A few years later, when I was making a private study of the career of Joseph Stalin, I came across descriptions of his seventieth birthday: the enormous portrait of him suspended over Moscow from a balloon, lit up at night by searchlights; the special meeting of the Soviet Academy of Sciences honouring ‘the greatest genius of the human race’… The festivities culminated in a gala at the Bolshoi Theatre where the leaders of all the world’s communist parties stood up one by one to make elaborately flattering speeches to Stalin, and lavish him with gifts. One can imagine his state of mind as he sat on the stage receiving these tributes – the absolute disbelief in the sincerity of a single word being uttered; the compulsive need to hear them none the less; the antennae bristlingly attuned to the slightest lapse in the effort to portray conviction…
It seems to me that at the age of thirteen, I had already developed the cynicism of a seventy-year-old dictator.
CHAPTER 3
One day I arrived home from school to find Otto remonstrating in a loud voice with my mother. I wandered into the kitchen, where the scene was taking place. Otto’s broad, open face was a burning red colour. My mother was at her iciest.
‘What I’m wondering is what kind of personal inadequacy this behaviour signifies. Perhaps it makes you feel more grownup to get drunk, is that it?’
‘But I didn’t do it!’
‘It’s a little pathetic, Otto, the thought of you sneaking in here to steal alcohol and then – what? – drinking it all alone under your blankets? Or is this what you do when you lock yourself in the bathroom?’

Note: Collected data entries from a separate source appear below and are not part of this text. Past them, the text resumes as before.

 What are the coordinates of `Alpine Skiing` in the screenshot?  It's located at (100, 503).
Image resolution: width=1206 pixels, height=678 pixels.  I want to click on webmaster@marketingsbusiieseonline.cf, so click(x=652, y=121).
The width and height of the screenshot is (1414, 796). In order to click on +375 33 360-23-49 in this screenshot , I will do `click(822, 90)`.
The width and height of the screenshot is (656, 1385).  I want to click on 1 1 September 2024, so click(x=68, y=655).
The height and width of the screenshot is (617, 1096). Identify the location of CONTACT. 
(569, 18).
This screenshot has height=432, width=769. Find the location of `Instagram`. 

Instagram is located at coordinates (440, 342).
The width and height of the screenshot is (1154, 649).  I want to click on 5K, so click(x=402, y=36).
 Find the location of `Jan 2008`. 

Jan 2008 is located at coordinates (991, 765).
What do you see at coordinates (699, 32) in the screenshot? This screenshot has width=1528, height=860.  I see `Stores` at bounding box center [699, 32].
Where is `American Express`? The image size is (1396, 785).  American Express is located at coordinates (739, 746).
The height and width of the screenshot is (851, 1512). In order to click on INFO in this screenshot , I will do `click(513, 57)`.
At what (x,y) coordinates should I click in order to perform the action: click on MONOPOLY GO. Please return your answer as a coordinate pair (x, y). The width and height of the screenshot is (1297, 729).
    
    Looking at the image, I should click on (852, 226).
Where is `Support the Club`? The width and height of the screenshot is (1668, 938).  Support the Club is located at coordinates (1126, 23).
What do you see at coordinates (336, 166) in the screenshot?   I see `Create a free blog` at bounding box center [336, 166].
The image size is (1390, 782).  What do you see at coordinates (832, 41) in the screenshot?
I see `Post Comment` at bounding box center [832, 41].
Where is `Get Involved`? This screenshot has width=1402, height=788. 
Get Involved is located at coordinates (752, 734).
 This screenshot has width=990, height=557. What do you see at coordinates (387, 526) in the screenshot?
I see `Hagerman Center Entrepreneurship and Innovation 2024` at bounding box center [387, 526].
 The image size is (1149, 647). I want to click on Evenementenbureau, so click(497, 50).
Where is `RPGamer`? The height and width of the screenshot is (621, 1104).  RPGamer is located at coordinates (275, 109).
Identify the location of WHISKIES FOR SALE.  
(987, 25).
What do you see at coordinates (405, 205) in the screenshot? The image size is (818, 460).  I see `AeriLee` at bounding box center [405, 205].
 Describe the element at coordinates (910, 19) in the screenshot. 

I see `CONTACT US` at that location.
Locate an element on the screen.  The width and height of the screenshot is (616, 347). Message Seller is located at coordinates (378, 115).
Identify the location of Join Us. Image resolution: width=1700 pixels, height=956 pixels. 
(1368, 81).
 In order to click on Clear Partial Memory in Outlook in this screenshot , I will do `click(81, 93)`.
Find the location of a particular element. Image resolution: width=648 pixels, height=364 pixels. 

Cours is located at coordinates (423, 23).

Otto flushed a deeper red. Although he had successfully defied my mother over the matter of becoming an artist, he still hadn’t fully weaned himself of the need for her fundamental approval, which meant that he was still partly under her control. On her side, I think the threat of his independence of spirit made her more anxious than ever to test her power over him. She was constantly needling him at this time. Sometimes he would explode at her, as he had over the drawing classes, but more often he would simply come to a standstill, immobilised by a mixture of hurt, incomprehension and a need to be reinstated in her good opinion.
‘It’s also a bit unmanly. But perhaps you don’t wish to grow into a real man. Perhaps you find the career of a social parasite more appealing? Do you? I ask because I assume you realise that that’s where all this is leading…’ The ‘all’ here derived from the fact that he had made himself sick with alcohol on two or three other occasions since the evening of my ‘triumph’.
Otto’s voice had grown strained, constricted. He gritted his teeth. ‘I didn’t take the aquavit. Somebody else must have taken it.’
I leaned against the enamel sink, observing. This was my life unfolding here, but it appeared to be doing so through the medium of someone else, as though it had acquired an existence separate from me.
‘I see. You prefer to get someone else into trouble than face up to your own weakness. All right, let’s hear it. Who would you like to accuse of stealing the bottles?’
‘I don’t know.’ Otto glanced at me, then looked uncomfortably away. He shrugged.
‘Stefan could have taken them just as easily…’
I said nothing. It was clear to me that I didn’t need to object to this or deny it. My absolving was embedded in the logic of the scene, and required no contribution from me personally.